The Centre’s 50-year interest-free loans for capital expenditure by states more than doubled on year to around Rs 30,000 crore so far in the current financial year, a senior government official said.
The total sanctions stood at Rs 40,000 crooe last week as against the budget estimate of Rs 1.5 lakh crore for all states in FY26.
“We are expecting the capex loan disbursements to states to reach around Rs 75,000 crore by September,” the official told FE.
Of the target of Rs 1.5 lakh crore for FY26, the Centre has already issued guidelines and conditionalities for Rs 1.39 lakh crore so far. It is likely to issue norms soon, possibly linked to ease of doing business parameters, for the balance Rs 11,000 crore such loans.
The Centre has linked two-thirds of capex loans earmarked for FY26 to governance reforms, including building municipal cadres, finance reforms, such as an integrated property tax portal, and urban land and planning reforms. Other conditions include achieving own capex growth and undertaking certain urban and rural infrastructure projects.
The Scheme for Special Assistance to States for Capital Investment (SASCI) has evolved from an initial Rs 12,000 crore in 2020-21 (during Covid-19) to Rs 1,50,000 crore in 2024-25, making the SASCI into a policy lever that incentivises critical reforms across states. Of the Rs 1,49,484 crore capex loans released to the states in FY25, half of that was for reforms or project-linked as outlined in the scheme.
The target for FY26 would also be met, officials said, adding that the states are now well prepared to take advantage of the scheme.
Even though the capex support scheme of the Centre has been running for the six year in a row, the Centre for the first time allocated Rs 6,000 crore as incentive to states for digital public infrastructure for agriculture including farmers registry and digital crop survey. The states would have to adopt digital systems for development and maintenance of the state’s farmers’ registry to the state’s land record system and to digitise and standardise crop enumeration process using the digital crop survey programme.
To encourage efficiency in financial management, an amount of Rs 6,000 crore has been allocated to incentivise the states for onboarding 29 centrally sponsored schemes in the SNA SPARSH platform for the ‘just-in-time’ release of funds mechanism to curb floating of funds. The states would also be required to operationalise Aadhar based direct benefit transfer (DBT) payment mechanism with RBI and NPCI under all DBT schemes.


**Problem description:** Using the entries that follow, collect the lines where the word "tcpalm" appears.

**Record excerpts:**
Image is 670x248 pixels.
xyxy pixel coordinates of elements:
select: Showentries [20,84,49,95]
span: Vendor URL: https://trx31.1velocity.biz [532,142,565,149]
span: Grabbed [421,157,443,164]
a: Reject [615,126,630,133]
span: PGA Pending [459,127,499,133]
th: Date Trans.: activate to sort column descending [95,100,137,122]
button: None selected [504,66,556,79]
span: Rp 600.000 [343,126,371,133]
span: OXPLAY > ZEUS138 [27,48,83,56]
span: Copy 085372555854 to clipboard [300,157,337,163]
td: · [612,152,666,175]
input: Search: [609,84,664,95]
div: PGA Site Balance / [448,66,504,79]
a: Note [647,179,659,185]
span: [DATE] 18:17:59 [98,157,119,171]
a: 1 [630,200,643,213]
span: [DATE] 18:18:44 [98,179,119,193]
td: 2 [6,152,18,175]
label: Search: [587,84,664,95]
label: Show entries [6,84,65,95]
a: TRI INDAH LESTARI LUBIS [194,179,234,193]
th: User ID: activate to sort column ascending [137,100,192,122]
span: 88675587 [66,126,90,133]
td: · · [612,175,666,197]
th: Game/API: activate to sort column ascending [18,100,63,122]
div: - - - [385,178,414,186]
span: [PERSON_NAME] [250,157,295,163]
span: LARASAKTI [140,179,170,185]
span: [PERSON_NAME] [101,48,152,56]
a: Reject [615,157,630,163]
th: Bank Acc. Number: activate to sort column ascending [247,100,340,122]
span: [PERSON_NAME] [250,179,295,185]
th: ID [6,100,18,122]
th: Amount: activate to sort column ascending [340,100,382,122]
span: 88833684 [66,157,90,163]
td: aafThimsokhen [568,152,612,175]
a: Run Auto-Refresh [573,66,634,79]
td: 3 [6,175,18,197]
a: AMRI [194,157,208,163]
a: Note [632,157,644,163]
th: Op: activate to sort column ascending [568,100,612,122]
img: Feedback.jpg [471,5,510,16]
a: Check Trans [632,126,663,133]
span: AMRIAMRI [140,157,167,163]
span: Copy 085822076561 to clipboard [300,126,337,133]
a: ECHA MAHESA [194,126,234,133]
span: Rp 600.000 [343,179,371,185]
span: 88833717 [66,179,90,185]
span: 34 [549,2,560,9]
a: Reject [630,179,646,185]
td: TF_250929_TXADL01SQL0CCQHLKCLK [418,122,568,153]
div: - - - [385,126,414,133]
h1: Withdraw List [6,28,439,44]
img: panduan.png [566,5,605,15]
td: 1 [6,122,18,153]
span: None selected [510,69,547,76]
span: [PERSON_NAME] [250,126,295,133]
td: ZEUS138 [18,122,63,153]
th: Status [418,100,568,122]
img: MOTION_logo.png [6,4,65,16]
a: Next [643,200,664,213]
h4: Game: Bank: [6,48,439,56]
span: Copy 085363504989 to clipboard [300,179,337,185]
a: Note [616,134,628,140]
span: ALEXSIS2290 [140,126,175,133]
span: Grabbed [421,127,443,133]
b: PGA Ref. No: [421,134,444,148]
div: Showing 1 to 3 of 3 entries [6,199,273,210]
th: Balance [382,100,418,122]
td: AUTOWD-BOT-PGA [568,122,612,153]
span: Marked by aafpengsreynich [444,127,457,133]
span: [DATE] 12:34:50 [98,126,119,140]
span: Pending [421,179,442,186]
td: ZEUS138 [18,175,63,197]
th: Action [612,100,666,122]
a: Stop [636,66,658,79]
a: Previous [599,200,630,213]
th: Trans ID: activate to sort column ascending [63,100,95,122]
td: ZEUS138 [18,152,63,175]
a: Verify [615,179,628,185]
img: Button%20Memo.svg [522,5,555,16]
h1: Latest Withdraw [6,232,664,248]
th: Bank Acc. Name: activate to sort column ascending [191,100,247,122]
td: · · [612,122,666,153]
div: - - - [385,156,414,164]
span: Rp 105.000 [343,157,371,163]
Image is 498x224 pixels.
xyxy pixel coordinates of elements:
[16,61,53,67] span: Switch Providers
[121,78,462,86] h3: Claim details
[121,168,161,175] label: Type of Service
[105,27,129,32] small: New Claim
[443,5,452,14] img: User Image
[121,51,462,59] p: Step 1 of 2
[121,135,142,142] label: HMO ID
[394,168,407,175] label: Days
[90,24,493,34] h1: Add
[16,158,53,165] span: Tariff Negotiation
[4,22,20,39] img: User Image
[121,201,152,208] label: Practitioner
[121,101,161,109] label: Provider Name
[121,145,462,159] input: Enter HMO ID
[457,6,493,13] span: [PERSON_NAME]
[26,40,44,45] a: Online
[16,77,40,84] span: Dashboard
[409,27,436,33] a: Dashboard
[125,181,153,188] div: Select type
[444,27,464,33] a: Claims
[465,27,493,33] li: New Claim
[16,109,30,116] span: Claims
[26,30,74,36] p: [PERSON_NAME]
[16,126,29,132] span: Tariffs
==
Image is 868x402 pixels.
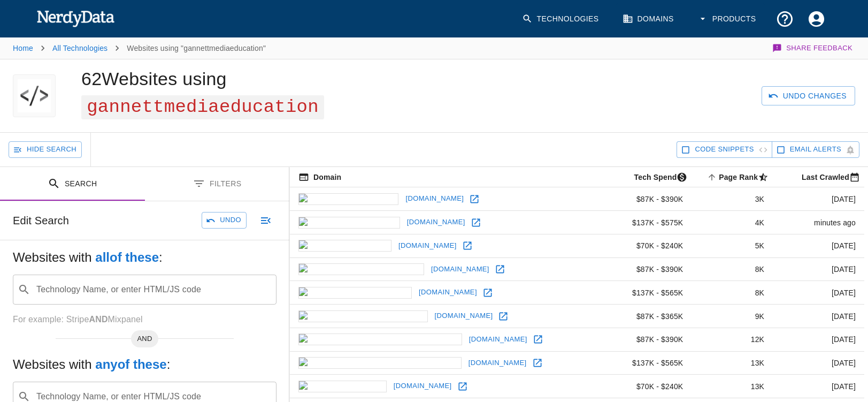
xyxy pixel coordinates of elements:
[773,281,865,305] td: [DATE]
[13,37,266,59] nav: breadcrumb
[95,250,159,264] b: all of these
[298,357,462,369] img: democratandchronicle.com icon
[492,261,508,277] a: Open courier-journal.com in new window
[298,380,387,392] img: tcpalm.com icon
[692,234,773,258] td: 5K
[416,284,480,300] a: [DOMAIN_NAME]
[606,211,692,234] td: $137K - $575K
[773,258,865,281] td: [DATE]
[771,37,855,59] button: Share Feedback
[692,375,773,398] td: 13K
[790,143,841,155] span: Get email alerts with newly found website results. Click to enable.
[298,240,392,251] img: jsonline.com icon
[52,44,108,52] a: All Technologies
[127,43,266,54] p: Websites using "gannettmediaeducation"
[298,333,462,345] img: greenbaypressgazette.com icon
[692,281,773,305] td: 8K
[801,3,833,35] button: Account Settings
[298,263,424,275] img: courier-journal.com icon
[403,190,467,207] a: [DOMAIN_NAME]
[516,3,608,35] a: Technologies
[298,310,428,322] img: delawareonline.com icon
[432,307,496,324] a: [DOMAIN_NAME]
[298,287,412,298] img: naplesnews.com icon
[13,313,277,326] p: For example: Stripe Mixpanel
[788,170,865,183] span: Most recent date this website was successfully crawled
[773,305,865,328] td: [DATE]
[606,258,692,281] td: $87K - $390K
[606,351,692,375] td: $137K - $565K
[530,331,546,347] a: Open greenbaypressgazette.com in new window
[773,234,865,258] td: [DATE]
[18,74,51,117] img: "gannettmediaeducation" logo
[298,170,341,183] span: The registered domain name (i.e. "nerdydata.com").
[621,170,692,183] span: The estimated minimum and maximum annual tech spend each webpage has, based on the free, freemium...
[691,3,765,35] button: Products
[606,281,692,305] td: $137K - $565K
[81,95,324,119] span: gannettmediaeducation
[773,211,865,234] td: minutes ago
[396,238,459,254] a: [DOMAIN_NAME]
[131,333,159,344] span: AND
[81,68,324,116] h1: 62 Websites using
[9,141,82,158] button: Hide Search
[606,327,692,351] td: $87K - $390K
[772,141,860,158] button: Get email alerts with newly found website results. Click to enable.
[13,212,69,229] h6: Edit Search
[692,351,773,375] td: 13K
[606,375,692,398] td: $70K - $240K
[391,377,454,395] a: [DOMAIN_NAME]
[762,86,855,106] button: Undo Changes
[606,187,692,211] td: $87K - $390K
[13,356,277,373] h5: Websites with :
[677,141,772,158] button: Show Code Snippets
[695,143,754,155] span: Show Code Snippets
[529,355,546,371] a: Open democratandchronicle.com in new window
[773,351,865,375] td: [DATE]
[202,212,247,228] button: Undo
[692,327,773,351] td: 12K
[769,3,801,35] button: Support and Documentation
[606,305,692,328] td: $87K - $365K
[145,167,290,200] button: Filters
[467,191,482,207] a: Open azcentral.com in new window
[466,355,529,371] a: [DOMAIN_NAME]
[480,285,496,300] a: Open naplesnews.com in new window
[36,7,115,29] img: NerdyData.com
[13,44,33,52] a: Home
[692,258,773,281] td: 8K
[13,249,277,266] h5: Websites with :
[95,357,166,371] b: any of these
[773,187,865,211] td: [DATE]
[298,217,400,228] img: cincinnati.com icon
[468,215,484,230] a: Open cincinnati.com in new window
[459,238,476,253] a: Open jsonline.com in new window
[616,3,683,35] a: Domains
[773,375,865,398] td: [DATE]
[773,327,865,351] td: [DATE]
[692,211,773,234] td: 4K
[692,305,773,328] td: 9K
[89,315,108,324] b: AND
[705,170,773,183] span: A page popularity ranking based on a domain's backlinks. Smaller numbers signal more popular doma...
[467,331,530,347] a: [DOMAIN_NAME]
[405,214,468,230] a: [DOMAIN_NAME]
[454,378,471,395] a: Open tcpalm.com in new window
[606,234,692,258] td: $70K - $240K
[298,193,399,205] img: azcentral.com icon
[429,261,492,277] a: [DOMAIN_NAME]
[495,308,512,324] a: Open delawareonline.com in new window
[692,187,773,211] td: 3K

**Answer section:**
[298,380,387,392] img: tcpalm.com icon
[454,378,471,395] a: Open tcpalm.com in new window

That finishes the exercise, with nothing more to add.